The Australian Signals Directorate (Australia's cyber safety agency) consistently highlights outdated mobile software as one of the most common ways businesses get compromised [4].
FAQ
If your phone manufacturer has stopped releasing security updates (usually after 3–5 years for most brands), your phone will never get this fix. If that phone is accessing your business email or systems, consider replacing it — or using a different device for business that can receive updates. Google Pixel phones receive 7 years of updates now, which makes them a solid business choice.
No — this is specific to Android phones. iPhones have their own separate security updates, which Apple releases quickly. The same principle applies though: keep your iPhone updated too.
Focus on the ones that access the most sensitive systems first — whoever handles finance, customer data, or admin access. A quick message asking them to screenshot their security patch level screen takes 5 minutes for your whole team.
It's not that Android suddenly became a lot more vulnerable — it's that Google bunches up patches and releases them monthly. Some of these fixes were in development for months. The number looks scary but most are low-severity issues that would be hard to exploit in practice. The two we highlighted are the ones that genuinely need urgent attention.

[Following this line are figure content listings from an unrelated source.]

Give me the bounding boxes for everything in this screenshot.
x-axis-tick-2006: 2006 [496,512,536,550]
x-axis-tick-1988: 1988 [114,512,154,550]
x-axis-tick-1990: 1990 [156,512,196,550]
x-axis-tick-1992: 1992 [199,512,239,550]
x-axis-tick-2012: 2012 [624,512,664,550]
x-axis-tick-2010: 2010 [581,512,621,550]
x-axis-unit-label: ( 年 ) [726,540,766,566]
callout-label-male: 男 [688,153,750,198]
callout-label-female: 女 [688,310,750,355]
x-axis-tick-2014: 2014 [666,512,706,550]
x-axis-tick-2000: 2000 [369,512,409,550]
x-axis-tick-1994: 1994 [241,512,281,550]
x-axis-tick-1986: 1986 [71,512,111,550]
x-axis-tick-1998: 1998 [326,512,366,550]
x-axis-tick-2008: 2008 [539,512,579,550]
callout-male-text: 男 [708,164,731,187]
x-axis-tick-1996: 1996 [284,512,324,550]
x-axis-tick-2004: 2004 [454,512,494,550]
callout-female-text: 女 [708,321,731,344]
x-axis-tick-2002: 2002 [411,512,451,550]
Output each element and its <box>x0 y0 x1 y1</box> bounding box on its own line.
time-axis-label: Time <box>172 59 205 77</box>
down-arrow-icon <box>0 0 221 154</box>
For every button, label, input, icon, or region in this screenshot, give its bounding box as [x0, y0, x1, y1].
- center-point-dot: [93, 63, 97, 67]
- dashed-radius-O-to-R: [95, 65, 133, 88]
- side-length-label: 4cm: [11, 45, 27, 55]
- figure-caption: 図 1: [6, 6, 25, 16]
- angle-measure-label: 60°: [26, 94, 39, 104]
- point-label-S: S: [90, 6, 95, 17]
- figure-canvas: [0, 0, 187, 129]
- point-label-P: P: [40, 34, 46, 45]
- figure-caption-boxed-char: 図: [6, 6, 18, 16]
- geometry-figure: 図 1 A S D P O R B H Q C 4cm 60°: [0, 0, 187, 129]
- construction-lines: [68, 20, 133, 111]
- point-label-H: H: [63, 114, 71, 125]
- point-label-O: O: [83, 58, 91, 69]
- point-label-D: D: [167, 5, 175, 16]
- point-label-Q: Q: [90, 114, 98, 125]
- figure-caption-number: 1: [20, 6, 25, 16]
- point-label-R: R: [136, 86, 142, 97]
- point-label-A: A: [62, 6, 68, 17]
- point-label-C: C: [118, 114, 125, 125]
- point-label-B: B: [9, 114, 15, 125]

Once a month is enough. Google releases security updates monthly. Set a reminder on the first Monday of each month to quickly confirm all work-accessed devices are current.
References
[1] Google, "Android Security Bulletin—March 2026," Android Open Source Project, Mar. 2026. [Online]. Available: https://source.android.com/docs/security/bulletin/2026/2026-03-01
[2] The Hacker News, "Google Confirms CVE-2026-21385 in Qualcomm Android Component Exploited," The Hacker News, Mar. 3, 2026. [Online]. Available: https://thehackernews.com/2026/03/google-confirms-cve-2026-21385-in.html
[3] Qualcomm, "March 2026 Security Bulletin," Qualcomm Technologies, Mar. 2026. [Online]. Available: https://docs.qualcomm.com/securitybulletin/march-2026-bulletin.html
[4] Australian Signals Directorate, "ASD Annual Cyber Threat Report 2023-24," Australian Signals Directorate, 2024. [Online]. Available: https://www.cyber.gov.au/about-us/view-all-content/reports-and-statistics/asd-cyber-threat-report-july-2023-june-2024
[5] NIST, "SP 800-124 Rev. 2: Guidelines for Managing the Security of Mobile Devices in the Enterprise," National Institute of Standards and Technology, 2023. [Online]. Available: https://csrc.nist.gov/publications/detail/sp/800-124/rev-2/final
[6] CISA, "Mobile Device Best Practices," Cybersecurity and Infrastructure Security Agency, 2024. [Online]. Available: https://www.cisa.gov/resources-tools/resources/mobile-device-best-practices
[7] IBM Security, "Cost of a Data Breach Report 2025," IBM, 2025. [Online]. Available: https://www.ibm.com/reports/data-breach
[8] Verizon, "2025 Data Breach Investigations Report," Verizon Business, 2025. [Online]. Available: https://www.verizon.com/business/resources/reports/dbir/
Want someone to check whether your business's phones and devices are properly secured? Book a free 30-minute review with lilMONSTER — we'll look at what's accessible and give you a simple checklist to fix the gaps.